I'm new in spatio-temporal analysis in r so I don't know if what I'm doing is right. I have a lot of spatio-temporal data and I would like to plot a spatio-temporal sample variogram.
My problem is that I don't really understand how variogramST
(package: gstat) works. Is spacelag
in km or what?
This is what I've done by now:
var_st <- variogramST (datast~1, data=DF, tunits="days", tlags=seq(0, 93, by= 31),
boundaries=seq(0, 100, by=25), na.omit=T, assumeRegular=F)
My second question is:
Is it plotting variogram at exact distance 25, 50, 75, 100? For example, if two cities have a distance e.g 12 is variogramST
considering it? Or is it just considering pairs of observation with exact distance 25, 50, 75, 100?
Moreover, I have monthly data. I read that in this case the best option is to choose tunits="days"
and I choose tlags=seq(0, 93, by= 31)
, is it right? I don't know how to deal with it otherwise.
Thank you very much for all of those people who are going to answer me!
The spatial distance unit depends on the coordinate reference system of your input data, see sp::spDistsN1 for details.
The empirical variogram relies on a binning - distance classes. Observations in space and time are grouped by their approximate spatial distance (e.g. 0 km to 25 km; 25 km to 50 km, ... according to
cutoff
,width
andboundaries
). In time, it also depends on the class of the object you provide to variogramST:tlags
are evaluated as ids of the time slot of the STFDF, in your case observations at the same time id, with 31, 62 and 93 ids difference - most likely not what you want, assuming every id in the time slot ofDF
refers to a new month, you need to use 0:3. The argumenttunit
has no effect here.tlags
are used as the breaks between classes with the temporal unittunit
.See the package spacetime for details on the representation of spatio-temporal data as STFDF, STSDF, and STIDF.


WORK INSTRUCTION -
Only the lines that hold "this" should be in the answer, each copied from the data below.

EXERCISE DATA -
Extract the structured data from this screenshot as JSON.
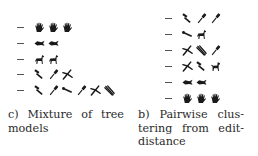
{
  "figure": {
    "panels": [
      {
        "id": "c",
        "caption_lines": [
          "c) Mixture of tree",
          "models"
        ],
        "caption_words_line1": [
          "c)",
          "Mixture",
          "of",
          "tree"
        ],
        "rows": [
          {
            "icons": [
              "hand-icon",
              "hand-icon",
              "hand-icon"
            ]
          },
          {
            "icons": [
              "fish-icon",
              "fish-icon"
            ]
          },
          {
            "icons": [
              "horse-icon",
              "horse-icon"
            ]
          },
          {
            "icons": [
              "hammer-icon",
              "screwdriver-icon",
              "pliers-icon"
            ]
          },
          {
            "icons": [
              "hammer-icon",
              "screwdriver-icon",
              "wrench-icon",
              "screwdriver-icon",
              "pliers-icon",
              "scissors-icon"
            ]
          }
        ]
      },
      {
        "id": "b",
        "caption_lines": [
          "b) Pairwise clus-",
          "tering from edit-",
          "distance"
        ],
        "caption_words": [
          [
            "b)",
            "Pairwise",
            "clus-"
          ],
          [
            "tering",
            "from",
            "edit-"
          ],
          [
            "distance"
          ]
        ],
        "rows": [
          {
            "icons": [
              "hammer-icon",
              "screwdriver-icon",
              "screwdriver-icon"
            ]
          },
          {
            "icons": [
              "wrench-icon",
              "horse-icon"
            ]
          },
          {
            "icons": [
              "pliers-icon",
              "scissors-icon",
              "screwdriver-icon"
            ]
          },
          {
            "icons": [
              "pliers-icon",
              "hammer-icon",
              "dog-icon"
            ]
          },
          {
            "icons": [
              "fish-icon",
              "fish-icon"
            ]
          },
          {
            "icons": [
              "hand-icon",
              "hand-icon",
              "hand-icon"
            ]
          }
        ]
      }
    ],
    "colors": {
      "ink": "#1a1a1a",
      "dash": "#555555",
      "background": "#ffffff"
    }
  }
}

---

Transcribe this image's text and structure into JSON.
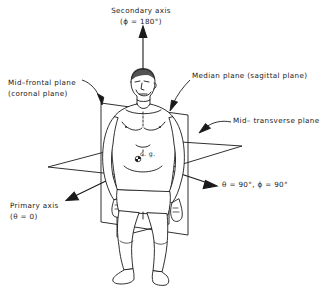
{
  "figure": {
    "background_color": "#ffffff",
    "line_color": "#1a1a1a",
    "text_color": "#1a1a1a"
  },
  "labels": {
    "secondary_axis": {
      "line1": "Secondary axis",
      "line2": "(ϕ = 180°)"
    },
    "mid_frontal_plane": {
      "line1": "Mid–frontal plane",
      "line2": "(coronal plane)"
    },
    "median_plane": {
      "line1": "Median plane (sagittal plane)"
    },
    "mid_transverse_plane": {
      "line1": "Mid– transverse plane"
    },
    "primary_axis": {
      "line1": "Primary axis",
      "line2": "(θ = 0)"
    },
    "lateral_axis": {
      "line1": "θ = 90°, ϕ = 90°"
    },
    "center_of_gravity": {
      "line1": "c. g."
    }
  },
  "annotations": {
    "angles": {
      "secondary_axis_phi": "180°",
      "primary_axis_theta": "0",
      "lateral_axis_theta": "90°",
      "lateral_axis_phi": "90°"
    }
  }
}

EXPECTED ANSWER -
Extract the structured data from this screenshot as JSON.
Transcribe this image's text and structure into JSON.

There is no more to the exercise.